Speakers

Where to Start with Home Theater – Left/Right Speakers or Center?


You are just starting in your home theater journey. Eventually, you want a full surround sound system but you can’t afford all that right now. You know you need an AV receiver and at least a speaker or two. What do you buy first? Should you start your home theater with a single center speaker or a pair of left/right speakers? Let’s discuss!

Short Answer: Pair of Left and Right Speakers

The very short answer is that you’ll need to start your home theater with a pair of left/right speakers and not a single center speaker. This is because AV receivers cannot be set up with only a single center speaker. The minimum number of speakers you can start with is two. After you have your left and right speakers, you can add a center. You cannot start with a center speaker only.
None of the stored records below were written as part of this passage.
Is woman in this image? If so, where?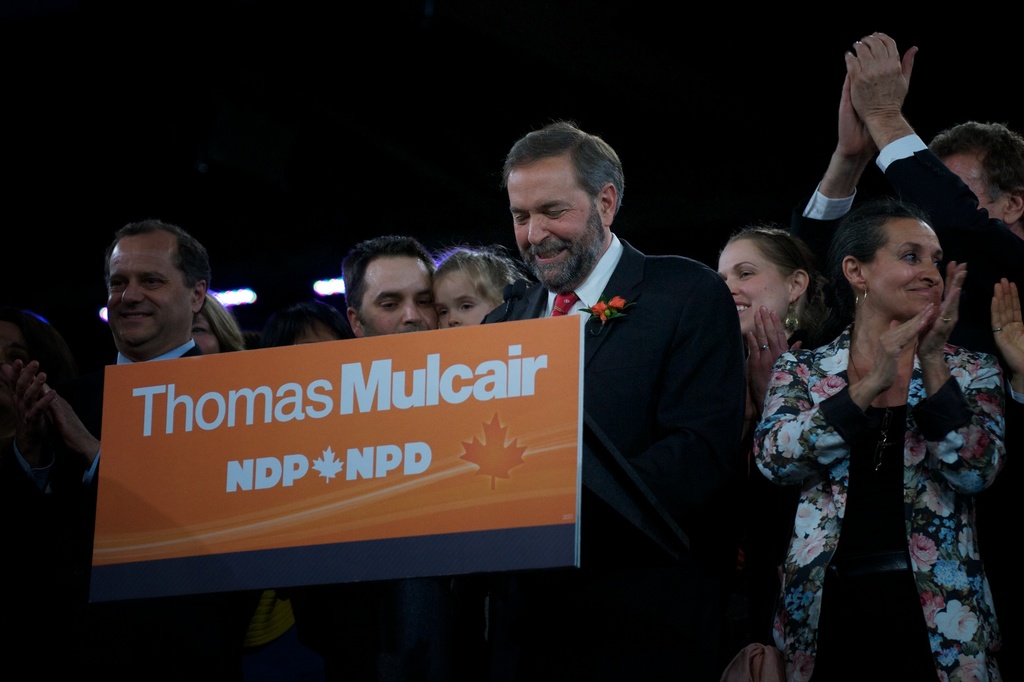
Yes, at x1=716 y1=228 x2=842 y2=431.
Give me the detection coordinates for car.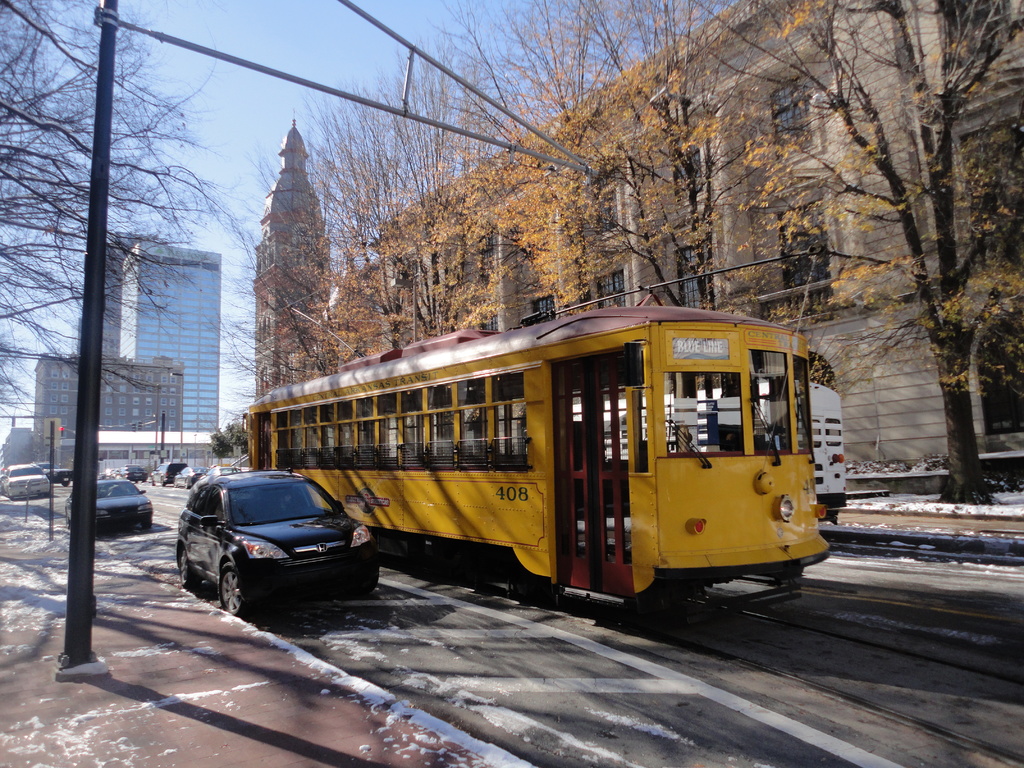
locate(68, 476, 154, 545).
Why Can’t You Start with a Center Speaker?

That’s a phenomenal question. Currently, all sound formats can be downmixed to stereo by your AV receiver. They will downmix all the way to mono (which is what you’d need for a single, center speaker) but won’t send that information to a single speaker. One can come up a lot of excuses why AV receivers won’t work with a single speaker. None of them really hold water. Technologically, there is no reason it shouldn’t work. It just doesn’t.
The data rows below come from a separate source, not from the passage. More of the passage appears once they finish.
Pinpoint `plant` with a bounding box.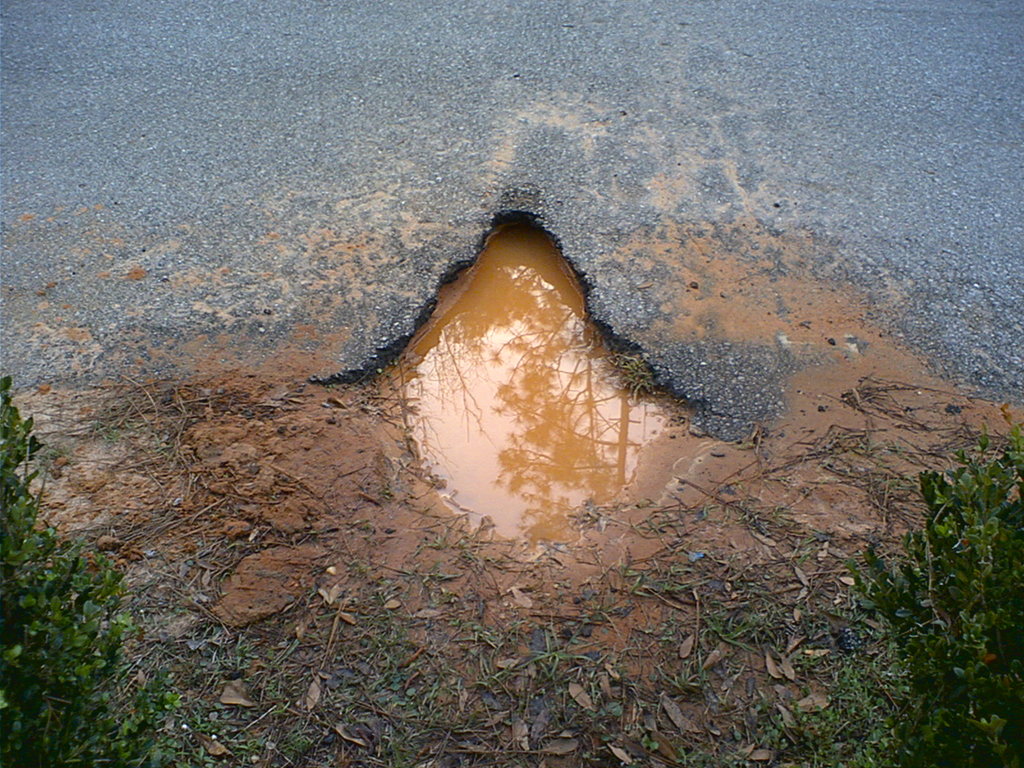
[812, 394, 1023, 742].
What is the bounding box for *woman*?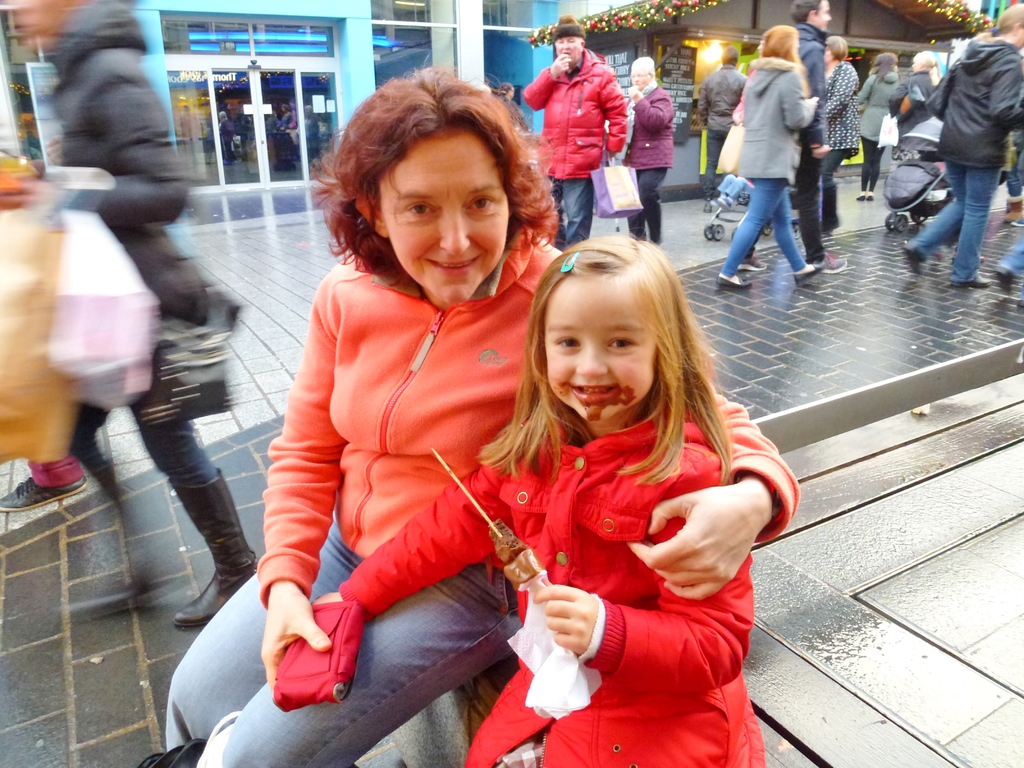
(714,24,825,289).
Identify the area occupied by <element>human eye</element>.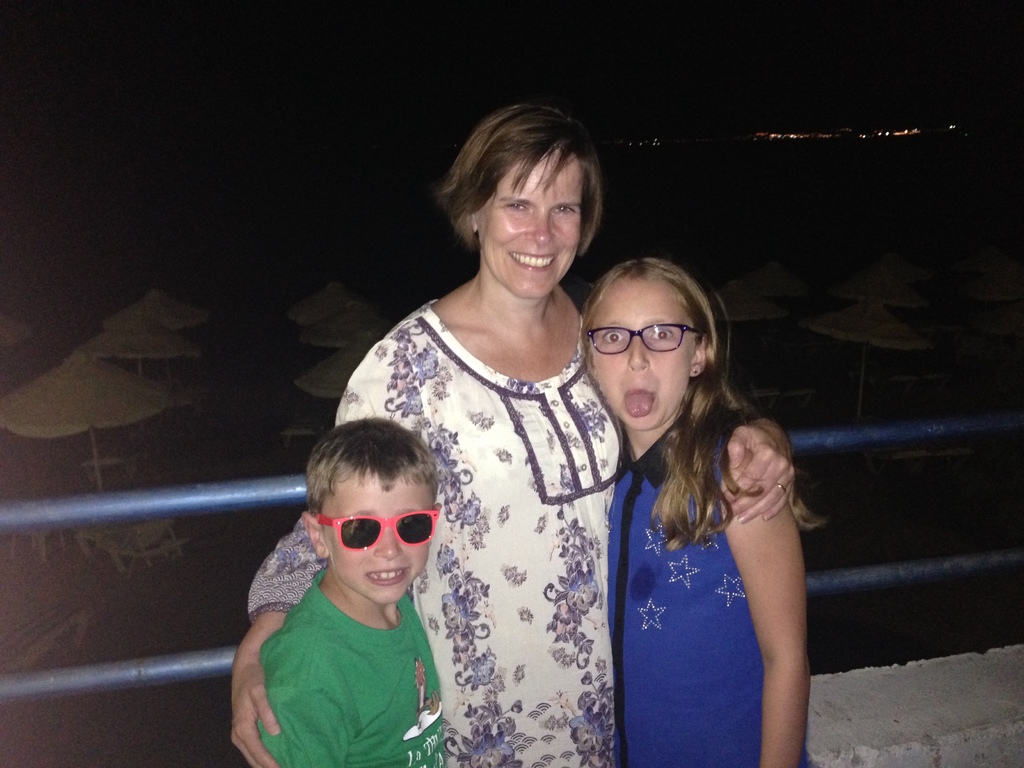
Area: select_region(552, 202, 575, 218).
Our guess is that it is all about soundbars. Home theater receivers require you to start with at least left/right speakers over a single center speaker because they don’t want to be confused with soundbar setups. On top of that, most soundbars have tons of DSP to simulate surround sound. AV receiver manufacturers don’t mind using DSP to simulate different speaker configurations but they don’t want you to try and simulate stereo (much less surround) from one speaker. It never works as well as you hope and they’d rather you set up two speakers. Two speakers are capable of doing a lot more and sound much better than a single speaker. This promises true stereo and is at least capable of altering the phase of your two speakers to simulate surround sound.